“Thank you,” Jonathan said quietly.
Violet’s stomach churned. She turned away again, and this time she ran out the door of the study and down the hall before she could weaken again.
CHAPTER 29
Jonathan waited until the following morning to begin the search.
His first stop was Gabriel’s house, and he was surprised and pleased to find that Nathaniel was already there. “What’s going on?” he asked as the three of them made their way to the library to talk.
“We were at the gentlemen’s club last night,” Gabriel explained. “We thought of summoning you as well, but we both rather thought that you’d like to spend the evening with Lady Violet.”
Jonathan simmered—this again?—but he didn’t say anything. He didn’t want to get sidetracked by an argument over whether he had unconfessed feelings for Violet or not, and he’d come to understand that his friends were never going to let the matter rest. Better to avoid the subject altogether.
“I’m here because I need your help,” he said. “Both of you, ideally. You have the connections that could aid me in solving a particular dilemma I’m grappling with.”
They looked at one another, and for a moment, Jonathan was sure they were going to try once more to make this moment about Violet. But they seemed to think better of it. Her name wasn’t brought up.
“What can we help with?” Gabriel asked, taking a seat and reaching for a cup of tea.
“I’m looking for someone,” Jonathan explained. “The parents of the boy I…” How to describe his relationship with Noah? “The boy who lives in the house I’m trying to acquire,” he decided.
“You’re trying to return him to his parents?” Gabriel asked.
“Perhaps. We’ve spoken about trying to reunite them.”
“Well, I know that would be a burden off your shoulders,” Nathaniel said encouragingly. “To be able to return the boy to his family and get back to focusing on your own affairs, I mean. I know that having him to think about has complicated things for you.”

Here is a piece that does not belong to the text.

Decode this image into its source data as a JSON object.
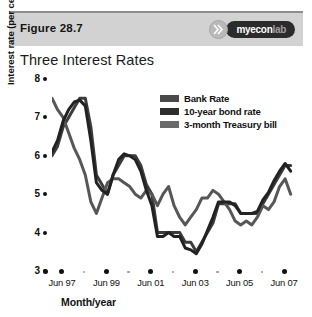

Jonathan couldn’t answer. Nathaniel was trying to be kind—to be supportive—but what could he possibly say to that? He had called Noah a burden. He isn’t a burden, was what rose to Jonathan’s mind, but his friend hadn’t meant it in that way.
And besides, could he really make that claim? He was trying to pass Noah off to someone else, specifically because the boy’s presence and his expectations made it so difficult to navigate the complicated affairs he and Violet were trying to deal with. It would be difficult and painful to have Noah out of his life, but there would be some relief in knowing that he was safely with the people who were supposed to take care of him, and that they weren’t doing him any harm.
That’s if his parents turn out to be safe people at all. Not something I can count on. That dark, intrusive thought hovered at the edge of his mind, toxic and painful, threatening to overwhelm him. Was he doing the wrong thing by trying to find these people? He knew enough to realize that sometimes, some people were better off remaining lost.
Maybe he was making a mistake.
But he had promised Violet he would do this. She seemed so sure. And then there was the look that had crawled across Noah’s face after his slip, after he’d said the words, mum and dad. He did want parents in his life. He had never been able to have faith in anything like that. And what if Violet was right, and a mistake had been made? They’d been thinking of Noah’s parents as having mistreated and abandoned him, but Noah had been such a little boy when all that had happened. What if they had simply lost him?
What if they loved him and wanted him back?
“Berney is the name,” he told his friends. “Noah Berney. That’s the boy. He’s ten years old. He would have gone missing from his family a few years ago. But we should be discreet about this. I would prefer it if they didn’t know we had been looking for them until we find them and discover a few things about them. What kind of people they are, how they came to lose their son—things of that nature.”
“You don’t know what separated them?” Gabriel asked.
“Not for certain.”
“Do you know anything about them? Could the boy provide their names, or tell us where they lived or what they did for work?”
“He hasn’t been able to so far,” Jonathan said. “Any time the subject is raised, he simply stops talking, as though it’s deeply uncomfortable for him—which I believe it is. I think I would feel the same way in his shoes.”
His friends looked at one another again, and then back at him.
An unpleasant feeling crawled down Jonathan’s spine. “What?” he asked.
“You’re worried that the boy’s parents might be like your father?” Nathaniel asked quietly.
This was what they had both thought of at the same moment? Jonathan scowled. “I don’t know what they’re like,” he said. “That is what worries me. I highly doubt they have expectations that he will take over a dukedom and produce an heir, so how like my father could they possibly be?”
“But you understand what Nathaniel is getting at,” Gabriel pressed. “He means to say that there might be a selfishness in the boy’s parents. A heartlessness. That they might be interested in their own motives and gain more than in what they can offer to him—isn’t that the concern?”